This has been a busy week and Matt didn’t bother to wake me up this morning, which is super shocking and terrible of him. So I only have time for not even a paragraph. But, as I’ve been stewing along about the Enneagram for the last six weeks, I’ve been sitting on something abominable that Richard Rohr said. There were so many things, I let most of them go by me, trying to stick to the main thing. But the one I’ve been stewing over is relevant this morning because, in the gospel reading for today, Jesus says this:
‘The stone that the builders rejected has become the cornerstone; this was the Lord’s doing, and it is marvelous in our eyes’?
This is the ending bit of a terrible story Jesus tells, one that makes all the people who hate him hate him even more. And it’s passion week, so that’s very complicated. The story, if you didn’t make it to church, and don’t have time to read your bible, is about the Master of the Vineyard leasing the vineyard to tenants who turn out to be awful. When it’s time for them to pay up, the Master sends servants to collect what is owed, but the tenants kill those servants and then kill the son of Master—seriously, you’ll just have to go read the story because I can’t tell it as well as Jesus does.
Anyway, at the end of the story comes the cornerstone bit, and generations of Christians—because Jesus comes out and says it right here—know that Jesus is the cornerstone. You don’t have to do any big and wonderful exegesis to figure that out. You don’t have to fuss over whether you’re reading the Bible literally or metaphorically or obtusely or anything. Jesus is the cornerstone. And when you reject him, you’re rejecting the Master himself. There’s no way to have the Vineyard, and a relationship with the Master, or anything at all, without accepting that Jesus is the Stone–the key bit that matters. If you go on rejecting him, you will be crushed, forever.
I mean, obviously, the cornerstone is a metaphor. Jesus isn’t a literal stone, just like he wasn’t a physical sheep gate or a well or a grapevine—he’s a man. And yet, the metaphor of the stone is quite powerful, because of the way it is worked through the entirety of scripture, and because of all the other metaphors relating to the church that flow out of it.
So anyway, in his book on the Enneagram (and I am so sorry about not having a quote, I was listening to it on audible, and I can’t go listen to the whole thing again or I will literally perish) Richard Rohr says that the cornerstone is really the thing about you that you don’t like, that you’re prepared to reject, but that if you throw it away, your personality will fall to ruin. You are your own cornerstone—or some key element of your personality is—and you need to accept yourself. That’s what the cornerstone is.
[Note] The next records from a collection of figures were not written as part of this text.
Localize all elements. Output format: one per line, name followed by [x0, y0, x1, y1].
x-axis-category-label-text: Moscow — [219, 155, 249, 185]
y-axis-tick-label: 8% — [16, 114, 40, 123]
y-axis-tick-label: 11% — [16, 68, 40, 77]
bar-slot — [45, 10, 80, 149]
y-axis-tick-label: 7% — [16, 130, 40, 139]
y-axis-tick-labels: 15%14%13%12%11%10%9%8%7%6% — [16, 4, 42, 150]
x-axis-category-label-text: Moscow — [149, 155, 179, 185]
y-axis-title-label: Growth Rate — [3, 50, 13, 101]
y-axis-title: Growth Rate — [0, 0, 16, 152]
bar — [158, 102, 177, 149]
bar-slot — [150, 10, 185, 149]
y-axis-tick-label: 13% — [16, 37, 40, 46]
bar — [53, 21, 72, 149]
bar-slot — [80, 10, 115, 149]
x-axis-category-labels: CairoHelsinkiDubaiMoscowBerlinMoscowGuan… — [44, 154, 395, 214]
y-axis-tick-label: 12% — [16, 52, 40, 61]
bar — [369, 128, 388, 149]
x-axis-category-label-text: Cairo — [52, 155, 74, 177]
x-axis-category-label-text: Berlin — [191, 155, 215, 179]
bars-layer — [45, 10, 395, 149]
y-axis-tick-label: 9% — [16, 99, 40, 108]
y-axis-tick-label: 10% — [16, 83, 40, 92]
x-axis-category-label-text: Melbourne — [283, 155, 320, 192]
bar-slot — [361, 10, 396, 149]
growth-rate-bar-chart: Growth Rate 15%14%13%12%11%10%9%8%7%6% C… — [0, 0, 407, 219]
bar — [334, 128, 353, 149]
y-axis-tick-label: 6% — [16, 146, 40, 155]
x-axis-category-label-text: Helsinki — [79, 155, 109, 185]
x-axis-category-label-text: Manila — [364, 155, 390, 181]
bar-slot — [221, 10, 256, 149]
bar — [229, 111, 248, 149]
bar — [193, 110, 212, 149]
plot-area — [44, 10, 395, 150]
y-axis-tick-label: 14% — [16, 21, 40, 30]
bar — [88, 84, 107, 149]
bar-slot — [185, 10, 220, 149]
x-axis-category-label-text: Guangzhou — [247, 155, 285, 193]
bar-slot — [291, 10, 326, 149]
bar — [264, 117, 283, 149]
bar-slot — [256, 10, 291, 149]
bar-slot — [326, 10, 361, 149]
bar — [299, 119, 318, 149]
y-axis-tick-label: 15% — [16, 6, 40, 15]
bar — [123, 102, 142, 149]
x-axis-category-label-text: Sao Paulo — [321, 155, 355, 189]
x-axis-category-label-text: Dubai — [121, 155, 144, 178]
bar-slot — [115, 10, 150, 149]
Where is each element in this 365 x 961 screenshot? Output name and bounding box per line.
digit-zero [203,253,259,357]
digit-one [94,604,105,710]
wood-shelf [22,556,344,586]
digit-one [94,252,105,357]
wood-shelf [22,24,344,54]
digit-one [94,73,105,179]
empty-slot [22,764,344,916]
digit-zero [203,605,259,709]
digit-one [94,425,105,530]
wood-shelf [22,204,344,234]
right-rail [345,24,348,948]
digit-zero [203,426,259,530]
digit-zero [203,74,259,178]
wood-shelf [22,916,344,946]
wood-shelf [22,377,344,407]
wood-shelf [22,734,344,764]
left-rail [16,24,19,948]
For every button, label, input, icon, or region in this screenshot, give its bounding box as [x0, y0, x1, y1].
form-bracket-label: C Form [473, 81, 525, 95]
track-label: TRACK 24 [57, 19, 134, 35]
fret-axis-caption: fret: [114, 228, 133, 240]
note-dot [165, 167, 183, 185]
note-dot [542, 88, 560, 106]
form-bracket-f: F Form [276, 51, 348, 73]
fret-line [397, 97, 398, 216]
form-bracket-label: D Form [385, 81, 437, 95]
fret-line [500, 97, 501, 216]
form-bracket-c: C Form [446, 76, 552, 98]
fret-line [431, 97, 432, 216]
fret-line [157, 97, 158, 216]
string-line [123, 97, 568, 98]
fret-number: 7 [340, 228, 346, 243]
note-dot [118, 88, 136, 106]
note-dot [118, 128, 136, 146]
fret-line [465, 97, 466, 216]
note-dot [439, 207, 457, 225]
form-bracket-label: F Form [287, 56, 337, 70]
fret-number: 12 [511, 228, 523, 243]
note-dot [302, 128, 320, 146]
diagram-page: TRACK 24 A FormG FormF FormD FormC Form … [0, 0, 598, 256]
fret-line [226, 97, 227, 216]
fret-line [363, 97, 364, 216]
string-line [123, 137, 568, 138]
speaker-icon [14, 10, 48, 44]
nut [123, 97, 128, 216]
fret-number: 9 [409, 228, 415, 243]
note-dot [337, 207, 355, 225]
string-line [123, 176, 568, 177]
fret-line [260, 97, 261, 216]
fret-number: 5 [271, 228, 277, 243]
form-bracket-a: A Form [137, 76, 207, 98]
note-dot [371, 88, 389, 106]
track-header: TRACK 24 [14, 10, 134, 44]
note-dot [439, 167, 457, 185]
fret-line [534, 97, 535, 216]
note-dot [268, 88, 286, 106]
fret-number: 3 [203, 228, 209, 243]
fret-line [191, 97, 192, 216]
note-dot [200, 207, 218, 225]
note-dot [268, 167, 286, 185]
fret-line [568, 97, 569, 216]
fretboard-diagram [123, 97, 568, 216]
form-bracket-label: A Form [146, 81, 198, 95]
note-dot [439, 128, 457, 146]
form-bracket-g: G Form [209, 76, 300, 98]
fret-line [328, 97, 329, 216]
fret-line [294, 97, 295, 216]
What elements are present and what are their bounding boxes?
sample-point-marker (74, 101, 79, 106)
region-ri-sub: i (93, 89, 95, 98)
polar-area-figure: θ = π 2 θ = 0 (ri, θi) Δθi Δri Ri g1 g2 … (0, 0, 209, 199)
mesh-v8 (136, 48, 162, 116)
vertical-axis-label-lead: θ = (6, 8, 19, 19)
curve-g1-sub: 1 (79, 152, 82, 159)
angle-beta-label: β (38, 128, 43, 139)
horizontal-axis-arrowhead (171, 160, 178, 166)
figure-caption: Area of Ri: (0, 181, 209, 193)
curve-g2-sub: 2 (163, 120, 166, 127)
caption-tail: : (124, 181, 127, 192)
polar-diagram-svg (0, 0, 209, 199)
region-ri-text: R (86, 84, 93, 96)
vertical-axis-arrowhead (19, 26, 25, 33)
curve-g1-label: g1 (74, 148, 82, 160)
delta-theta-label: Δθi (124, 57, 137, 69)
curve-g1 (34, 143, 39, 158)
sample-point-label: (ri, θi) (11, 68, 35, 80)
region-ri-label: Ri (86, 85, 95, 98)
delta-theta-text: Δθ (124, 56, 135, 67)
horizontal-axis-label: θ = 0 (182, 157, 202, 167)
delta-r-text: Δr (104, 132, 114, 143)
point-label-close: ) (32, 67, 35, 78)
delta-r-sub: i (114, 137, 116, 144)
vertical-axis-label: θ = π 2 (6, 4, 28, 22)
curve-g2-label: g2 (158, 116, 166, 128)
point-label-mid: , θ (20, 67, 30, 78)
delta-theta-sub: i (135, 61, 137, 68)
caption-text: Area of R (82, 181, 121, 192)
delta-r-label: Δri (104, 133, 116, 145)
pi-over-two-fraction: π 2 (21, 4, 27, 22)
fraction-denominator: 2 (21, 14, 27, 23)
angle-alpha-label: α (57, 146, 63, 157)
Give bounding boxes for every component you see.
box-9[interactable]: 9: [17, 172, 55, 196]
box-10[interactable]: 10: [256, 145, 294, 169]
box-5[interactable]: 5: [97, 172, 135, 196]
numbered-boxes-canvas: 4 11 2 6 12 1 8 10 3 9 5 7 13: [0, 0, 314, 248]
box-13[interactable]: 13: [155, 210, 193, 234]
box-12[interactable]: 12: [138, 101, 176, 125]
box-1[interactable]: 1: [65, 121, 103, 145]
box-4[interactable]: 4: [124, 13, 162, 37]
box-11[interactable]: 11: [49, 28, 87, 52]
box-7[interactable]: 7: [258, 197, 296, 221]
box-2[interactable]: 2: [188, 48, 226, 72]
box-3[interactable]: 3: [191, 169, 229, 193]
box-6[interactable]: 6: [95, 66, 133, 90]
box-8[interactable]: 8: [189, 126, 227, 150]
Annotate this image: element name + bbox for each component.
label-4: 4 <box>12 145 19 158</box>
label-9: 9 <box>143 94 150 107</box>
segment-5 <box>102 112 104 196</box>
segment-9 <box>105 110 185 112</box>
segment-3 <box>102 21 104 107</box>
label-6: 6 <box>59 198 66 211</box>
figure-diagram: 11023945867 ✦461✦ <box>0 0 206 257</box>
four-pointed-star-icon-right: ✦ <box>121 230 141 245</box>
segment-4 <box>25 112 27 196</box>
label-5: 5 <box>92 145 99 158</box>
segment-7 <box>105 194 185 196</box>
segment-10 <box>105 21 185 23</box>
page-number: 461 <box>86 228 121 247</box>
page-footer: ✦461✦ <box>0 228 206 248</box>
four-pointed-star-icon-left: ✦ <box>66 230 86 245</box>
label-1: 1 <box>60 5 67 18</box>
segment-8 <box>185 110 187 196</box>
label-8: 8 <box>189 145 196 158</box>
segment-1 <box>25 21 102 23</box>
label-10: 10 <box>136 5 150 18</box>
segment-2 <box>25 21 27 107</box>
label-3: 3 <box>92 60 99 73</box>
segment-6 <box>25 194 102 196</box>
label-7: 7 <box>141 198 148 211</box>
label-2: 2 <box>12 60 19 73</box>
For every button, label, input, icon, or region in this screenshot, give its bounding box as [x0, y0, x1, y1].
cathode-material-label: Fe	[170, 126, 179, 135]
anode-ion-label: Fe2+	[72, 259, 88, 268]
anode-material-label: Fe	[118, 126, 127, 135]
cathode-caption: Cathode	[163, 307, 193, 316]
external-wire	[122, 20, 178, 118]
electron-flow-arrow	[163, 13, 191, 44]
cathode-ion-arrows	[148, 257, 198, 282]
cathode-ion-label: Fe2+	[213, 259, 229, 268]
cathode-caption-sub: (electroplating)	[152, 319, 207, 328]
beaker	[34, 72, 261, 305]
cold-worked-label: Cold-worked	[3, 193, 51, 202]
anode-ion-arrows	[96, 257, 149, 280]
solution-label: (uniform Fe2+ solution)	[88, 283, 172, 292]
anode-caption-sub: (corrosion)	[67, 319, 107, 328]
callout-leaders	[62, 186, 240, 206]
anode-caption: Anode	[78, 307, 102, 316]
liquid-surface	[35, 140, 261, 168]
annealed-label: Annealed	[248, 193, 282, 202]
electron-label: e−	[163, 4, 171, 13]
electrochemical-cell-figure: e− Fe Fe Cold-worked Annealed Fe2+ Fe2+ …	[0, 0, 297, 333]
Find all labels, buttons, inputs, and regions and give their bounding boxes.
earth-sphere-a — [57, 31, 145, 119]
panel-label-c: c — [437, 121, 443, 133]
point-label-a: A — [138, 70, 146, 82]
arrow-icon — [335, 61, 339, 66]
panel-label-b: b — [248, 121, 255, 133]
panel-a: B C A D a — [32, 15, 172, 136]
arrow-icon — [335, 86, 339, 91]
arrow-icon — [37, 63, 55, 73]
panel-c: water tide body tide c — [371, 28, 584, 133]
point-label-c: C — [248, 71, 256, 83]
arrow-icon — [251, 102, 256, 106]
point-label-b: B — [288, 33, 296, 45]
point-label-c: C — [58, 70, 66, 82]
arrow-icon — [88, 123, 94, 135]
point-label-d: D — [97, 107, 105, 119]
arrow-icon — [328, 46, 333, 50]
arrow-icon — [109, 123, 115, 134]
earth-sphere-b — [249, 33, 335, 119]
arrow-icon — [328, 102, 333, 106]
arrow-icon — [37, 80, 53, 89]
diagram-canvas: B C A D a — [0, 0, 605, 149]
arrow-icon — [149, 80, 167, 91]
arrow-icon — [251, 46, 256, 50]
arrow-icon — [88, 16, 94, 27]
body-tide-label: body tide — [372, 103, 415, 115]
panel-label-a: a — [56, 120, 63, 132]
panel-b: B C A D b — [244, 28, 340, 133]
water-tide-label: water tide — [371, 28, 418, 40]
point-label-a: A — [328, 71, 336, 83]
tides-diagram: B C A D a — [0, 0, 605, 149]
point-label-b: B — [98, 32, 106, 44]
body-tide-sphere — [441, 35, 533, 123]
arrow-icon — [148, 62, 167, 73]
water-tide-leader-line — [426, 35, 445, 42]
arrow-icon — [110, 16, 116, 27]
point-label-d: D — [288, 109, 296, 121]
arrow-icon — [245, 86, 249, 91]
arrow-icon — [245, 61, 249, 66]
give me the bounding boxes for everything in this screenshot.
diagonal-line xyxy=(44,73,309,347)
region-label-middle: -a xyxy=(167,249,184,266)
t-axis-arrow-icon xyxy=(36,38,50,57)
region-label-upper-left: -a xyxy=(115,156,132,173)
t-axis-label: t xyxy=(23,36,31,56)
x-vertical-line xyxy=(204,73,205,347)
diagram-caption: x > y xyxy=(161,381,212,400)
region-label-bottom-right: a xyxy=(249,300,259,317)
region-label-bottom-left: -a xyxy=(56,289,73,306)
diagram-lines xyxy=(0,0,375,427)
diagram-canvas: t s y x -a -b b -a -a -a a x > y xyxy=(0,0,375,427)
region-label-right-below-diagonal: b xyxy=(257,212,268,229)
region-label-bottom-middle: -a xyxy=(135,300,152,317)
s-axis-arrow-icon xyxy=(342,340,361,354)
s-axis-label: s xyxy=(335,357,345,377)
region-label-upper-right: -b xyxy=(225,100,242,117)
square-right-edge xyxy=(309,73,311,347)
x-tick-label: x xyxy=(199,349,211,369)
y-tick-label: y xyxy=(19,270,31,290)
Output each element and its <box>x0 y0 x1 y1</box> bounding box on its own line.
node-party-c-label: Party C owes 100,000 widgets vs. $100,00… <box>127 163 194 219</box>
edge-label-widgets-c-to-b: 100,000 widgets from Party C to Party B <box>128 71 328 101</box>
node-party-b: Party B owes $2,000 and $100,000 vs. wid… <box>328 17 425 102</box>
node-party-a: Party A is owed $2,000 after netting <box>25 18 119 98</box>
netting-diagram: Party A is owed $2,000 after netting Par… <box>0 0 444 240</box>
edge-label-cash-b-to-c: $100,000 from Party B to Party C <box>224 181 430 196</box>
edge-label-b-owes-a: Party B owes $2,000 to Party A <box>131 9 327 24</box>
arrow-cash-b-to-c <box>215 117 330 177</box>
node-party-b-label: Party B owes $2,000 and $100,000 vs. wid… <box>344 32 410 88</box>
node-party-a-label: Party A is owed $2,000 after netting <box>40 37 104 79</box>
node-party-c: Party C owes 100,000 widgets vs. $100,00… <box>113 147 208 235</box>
I was racing along listening to the book, trying to do a thousand things all at once, but my jaw absolutely dropped. By the time I’d finally found a pen to write anything down, he had gone on to say this:
Faith in the biblical sense does not mean maintaining that certain assertions are true, rather it is a relationship of trust between humanity and God. God believes in us. This is the basis on which we can believe in God, without thereby losing our human dignity. God trusts us and hopes that we will return the compliment. Because God has confidence in us, we can develop healthy self-confidence.
I just want to point out, before I rush on to the next thing (church), that that is a lie from the pit of hell. You shouldn’t have any confidence in yourself. Look at those awful workers in the vineyard who believed in themselves—they believed so much in themselves that when the Son of the Master came, they killed him. And the Son of the Master turned out to be the Son of God, the Cornerstone, the only one who could reconcile them to the Master whom they had so offended.
One of the deeply troubling things, to me, about where Christianity is taking itself (the annual Evolving Faith Conference is going on this weekend) is that it unwittingly—I mean, I don’t really think anyone is trying to be bad—adopts secular categories of self-love and reads them back into the text without questioning anything at all. It’s a strange kind of fundamentalism, whereby the Bible is rendered completely incoherent.
So anyway, you’re not the cornerstone. And you don’t need to tap into your shadow side. And you don’t need to believe in yourself. All you need to do is look to Jesus and accept him as he is. That’s hard enough without adding a lot of heresy over the top of it.